When I debug a script that contains asynchronous functions and I want to have the statements grouped into a console group. The groups get mixed up and the whole debugging becomes confusing.
Is there any way to have the statements in the console better organized?
I prepared a simple example:
let C = class
{
color;
colorName;
constructor ( color )
{
this.color = `font-weight: strong; color: ${ color }`;
this.colorName = color;
this.run();
}
async run () {
console.groupCollapsed( '%c Class C ', this.color, this.colorName );
console.log( '%c run', this.color );
await this.asyncMethod();
this.syncMethod();
console.groupEnd();
}
async asyncMethod () {
return new Promise( ( resolve ) => {
setTimeout( () => {
console.log( '%c asyncMethod', this.color, this.colorName );
resolve();
}, 99 );
} );
}
syncMethod ()
{
console.group( '%c syncMethod', this.color, this.colorName );
this.subSyncMethod();
console.groupEnd();
}
subSyncMethod ()
{
console.log( '%c subSyncMethod', this.color, this.colorName );
}
}
new C( 'red' );
new C( 'green' );
And the result is unfortunately this:
I need sometning nice like:
I would need to somehow separate the individual statements, even in the case of 2 class calls immediately after each other. Some console.something() command which i dont know or some custom function to delay console writing or sometnihg like that. Or some post-sort in console? It's possible?
It is not possible to achieve what you want with any of the functions in the console object. Basically what you are asking for is stack tracing the async functions. So whenever you encounter a console.log
statement inside an async function, you need to stack trace and find the "immediately preceding" console.group
statement and append the console.log
message to it.
Stack tracing the async functions is not a simple operation. See this answer on how the v8 engine reconstructs async stacktraces.
But if your use case is simple you can achive this by writing your own wrapper class for the console object. Example is given below.
class konsole {
messages = [];
depth = 0;
group(...label) {
this.messages.push({
type: 'group',
value: label
});
this.depth += 1;
}
groupCollapsed(...label) {
this.messages.push({
type: 'groupCollapsed',
value: label
});
this.depth += 1;
}
log(...message) {
this.messages.push({
type: 'log',
value: message
});
}
groupEnd() {
this.depth -= 1;
this.messages.push({
type: 'groupEnd',
value: null
});
if (this.depth == 0) {
// Print in the console
this.messages.forEach((message) => {
if (message.type == 'group') {
console.group( ...message.value );
} else if (message.type == 'groupCollapsed') {
console.groupCollapsed( ...message.value );
} else if (message.type == 'log') {
console.log( ...message.value );
} else if (message.type == 'groupEnd') {
console.groupEnd();
}
})
}
}
}
let C = class
{
color;
colorName;
konsole;
constructor ( color )
{
this.color = `font-weight: strong; color: ${ color }`;
this.colorName = color;
this.konsole = new konsole();
this.run();
}
async run () {
this.konsole.groupCollapsed( '%c Class C ', this.color, this.colorName );
this.konsole.log( '%c run', this.color );
await this.asyncMethod();
this.syncMethod();
this.konsole.groupEnd();
}
async asyncMethod () {
return new Promise( ( resolve ) => {
setTimeout( () => {
this.konsole.log( '%c asyncMethod', this.color, this.colorName );
resolve();
}, 99 );
} );
}
syncMethod ()
{
this.konsole.group( '%c syncMethod', this.color, this.colorName );
this.subSyncMethod();
this.konsole.groupEnd();
}
subSyncMethod ()
{
this.konsole.log( '%c subSyncMethod', this.color, this.colorName );
}
}
new C( 'red' );
new C( 'green' );
Note: Stackoverflow snippet runner doesn't show the colors. Checkout this jsfiddle and open the console to see the colored output.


Your task: Return each record unchanged and drop the images.

[Records contained in a dataset]
▽
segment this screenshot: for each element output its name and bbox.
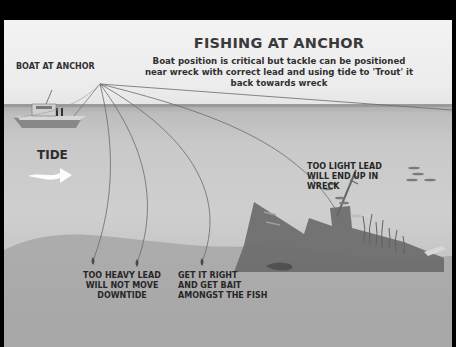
get-it-right-line-1: GET IT RIGHT <box>178 271 268 281</box>
diagram-subtitle: Boat position is critical but tackle can… <box>144 56 414 89</box>
boat-label: BOAT AT ANCHOR <box>16 62 95 71</box>
diagram-title: FISHING AT ANCHOR <box>154 35 404 51</box>
diagram-panel: FISHING AT ANCHOR Boat position is criti… <box>4 20 452 347</box>
tide-arrow-icon <box>28 168 72 183</box>
boat-icon <box>14 84 100 128</box>
too-heavy-line-3: DOWNTIDE <box>72 291 172 301</box>
get-it-right-line-2: AND GET BAIT <box>178 281 268 291</box>
too-light-label: TOO LIGHT LEAD WILL END UP IN WRECK <box>307 162 382 192</box>
tide-label: TIDE <box>37 148 68 162</box>
too-heavy-line-2: WILL NOT MOVE <box>72 281 172 291</box>
too-light-line-3: WRECK <box>307 182 382 192</box>
get-it-right-line-3: AMONGST THE FISH <box>178 291 268 301</box>
too-heavy-line-1: TOO HEAVY LEAD <box>72 271 172 281</box>
too-heavy-label: TOO HEAVY LEAD WILL NOT MOVE DOWNTIDE <box>72 271 172 301</box>
too-light-line-2: WILL END UP IN <box>307 172 382 182</box>
get-it-right-label: GET IT RIGHT AND GET BAIT AMONGST THE FI… <box>178 271 268 301</box>
too-light-line-1: TOO LIGHT LEAD <box>307 162 382 172</box>
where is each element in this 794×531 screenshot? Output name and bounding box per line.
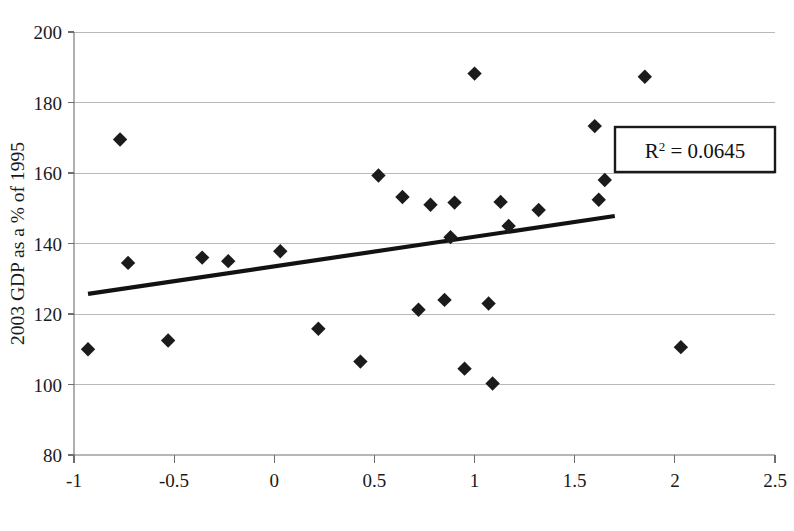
x-tick-label: 2: [670, 470, 680, 491]
r2-annotation: R2 = 0.0645: [615, 127, 775, 172]
y-tick-label: 100: [34, 375, 63, 396]
data-point: [371, 168, 385, 182]
data-point: [467, 66, 481, 80]
data-point: [588, 119, 602, 133]
data-point: [674, 340, 688, 354]
x-tick-label: 2.5: [763, 470, 787, 491]
y-tick-label: 80: [43, 445, 62, 466]
x-tick-label: -1: [66, 470, 82, 491]
data-point: [481, 296, 495, 310]
x-tick-label: 0.5: [363, 470, 387, 491]
r2-suffix: = 0.0645: [665, 139, 745, 163]
y-tick-label: 160: [34, 163, 63, 184]
data-point: [592, 193, 606, 207]
x-tick-label: 0: [270, 470, 280, 491]
y-tick-label: 140: [34, 234, 63, 255]
scatter-chart: 200 180 160 140 120 100 80 -1 -0.5 0 0.5…: [0, 0, 794, 531]
data-points: [81, 66, 688, 390]
y-axis-title: 2003 GDP as a % of 1995: [7, 142, 28, 345]
y-tick-label: 200: [34, 22, 63, 43]
data-point: [81, 342, 95, 356]
data-point: [195, 250, 209, 264]
x-tick-label: 1: [470, 470, 480, 491]
x-tick-label: 1.5: [563, 470, 587, 491]
data-point: [598, 173, 612, 187]
data-point: [423, 198, 437, 212]
data-point: [638, 70, 652, 84]
data-point: [121, 256, 135, 270]
data-point: [485, 376, 499, 390]
data-point: [161, 333, 175, 347]
data-point: [493, 195, 507, 209]
r2-prefix: R: [645, 139, 659, 163]
y-tick-labels: 200 180 160 140 120 100 80: [34, 22, 63, 466]
data-point: [447, 195, 461, 209]
y-tickmarks: [68, 32, 74, 455]
x-tick-labels: -1 -0.5 0 0.5 1 1.5 2 2.5: [66, 470, 787, 491]
plot-canvas: 200 180 160 140 120 100 80 -1 -0.5 0 0.5…: [0, 0, 794, 531]
data-point: [395, 190, 409, 204]
data-point: [311, 322, 325, 336]
data-point: [221, 254, 235, 268]
data-point: [273, 244, 287, 258]
data-point: [353, 354, 367, 368]
x-tick-label: -0.5: [159, 470, 189, 491]
x-tickmarks: [74, 455, 775, 463]
y-tick-label: 120: [34, 304, 63, 325]
y-tick-label: 180: [34, 93, 63, 114]
trendline: [88, 216, 615, 294]
data-point: [457, 361, 471, 375]
data-point: [113, 132, 127, 146]
data-point: [437, 293, 451, 307]
data-point: [411, 303, 425, 317]
data-point: [531, 203, 545, 217]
△
Answer for this exercise:
segment this screenshot: for each element output its name and bbox.
get-it-right-line-1: GET IT RIGHT <box>178 271 268 281</box>
diagram-subtitle: Boat position is critical but tackle can… <box>144 56 414 89</box>
boat-label: BOAT AT ANCHOR <box>16 62 95 71</box>
diagram-title: FISHING AT ANCHOR <box>154 35 404 51</box>
diagram-panel: FISHING AT ANCHOR Boat position is criti… <box>4 20 452 347</box>
tide-arrow-icon <box>28 168 72 183</box>
boat-icon <box>14 84 100 128</box>
too-heavy-line-3: DOWNTIDE <box>72 291 172 301</box>
get-it-right-line-2: AND GET BAIT <box>178 281 268 291</box>
too-light-label: TOO LIGHT LEAD WILL END UP IN WRECK <box>307 162 382 192</box>
tide-label: TIDE <box>37 148 68 162</box>
too-heavy-line-2: WILL NOT MOVE <box>72 281 172 291</box>
too-light-line-3: WRECK <box>307 182 382 192</box>
get-it-right-line-3: AMONGST THE FISH <box>178 291 268 301</box>
too-heavy-line-1: TOO HEAVY LEAD <box>72 271 172 281</box>
too-heavy-label: TOO HEAVY LEAD WILL NOT MOVE DOWNTIDE <box>72 271 172 301</box>
too-light-line-2: WILL END UP IN <box>307 172 382 182</box>
get-it-right-label: GET IT RIGHT AND GET BAIT AMONGST THE FI… <box>178 271 268 301</box>
too-light-line-1: TOO LIGHT LEAD <box>307 162 382 172</box>
where is each element in this 794×531 screenshot? Output name and bounding box per line.
x-tick-label: 2: [670, 470, 680, 491]
r2-annotation: R2 = 0.0645: [615, 127, 775, 172]
y-tick-label: 100: [34, 375, 63, 396]
data-point: [371, 168, 385, 182]
data-point: [467, 66, 481, 80]
data-point: [588, 119, 602, 133]
data-point: [674, 340, 688, 354]
x-tick-label: 2.5: [763, 470, 787, 491]
y-tick-label: 80: [43, 445, 62, 466]
x-tick-label: -1: [66, 470, 82, 491]
data-point: [481, 296, 495, 310]
x-tick-label: 0.5: [363, 470, 387, 491]
r2-suffix: = 0.0645: [665, 139, 745, 163]
y-tick-label: 160: [34, 163, 63, 184]
data-point: [592, 193, 606, 207]
x-tick-label: 0: [270, 470, 280, 491]
y-tick-label: 140: [34, 234, 63, 255]
scatter-chart: 200 180 160 140 120 100 80 -1 -0.5 0 0.5…: [0, 0, 794, 531]
data-points: [81, 66, 688, 390]
y-axis-title: 2003 GDP as a % of 1995: [7, 142, 28, 345]
y-tick-label: 200: [34, 22, 63, 43]
data-point: [81, 342, 95, 356]
data-point: [195, 250, 209, 264]
x-tick-label: 1: [470, 470, 480, 491]
x-tick-label: 1.5: [563, 470, 587, 491]
data-point: [598, 173, 612, 187]
data-point: [423, 198, 437, 212]
data-point: [638, 70, 652, 84]
data-point: [121, 256, 135, 270]
data-point: [485, 376, 499, 390]
data-point: [161, 333, 175, 347]
data-point: [493, 195, 507, 209]
r2-prefix: R: [645, 139, 659, 163]
y-tick-labels: 200 180 160 140 120 100 80: [34, 22, 63, 466]
data-point: [447, 195, 461, 209]
y-tickmarks: [68, 32, 74, 455]
x-tick-labels: -1 -0.5 0 0.5 1 1.5 2 2.5: [66, 470, 787, 491]
plot-canvas: 200 180 160 140 120 100 80 -1 -0.5 0 0.5…: [0, 0, 794, 531]
data-point: [395, 190, 409, 204]
data-point: [311, 322, 325, 336]
data-point: [221, 254, 235, 268]
data-point: [273, 244, 287, 258]
data-point: [353, 354, 367, 368]
x-tick-label: -0.5: [159, 470, 189, 491]
x-tickmarks: [74, 455, 775, 463]
y-tick-label: 120: [34, 304, 63, 325]
y-tick-label: 180: [34, 93, 63, 114]
trendline: [88, 216, 615, 294]
data-point: [457, 361, 471, 375]
data-point: [113, 132, 127, 146]
data-point: [437, 293, 451, 307]
data-point: [411, 303, 425, 317]
data-point: [531, 203, 545, 217]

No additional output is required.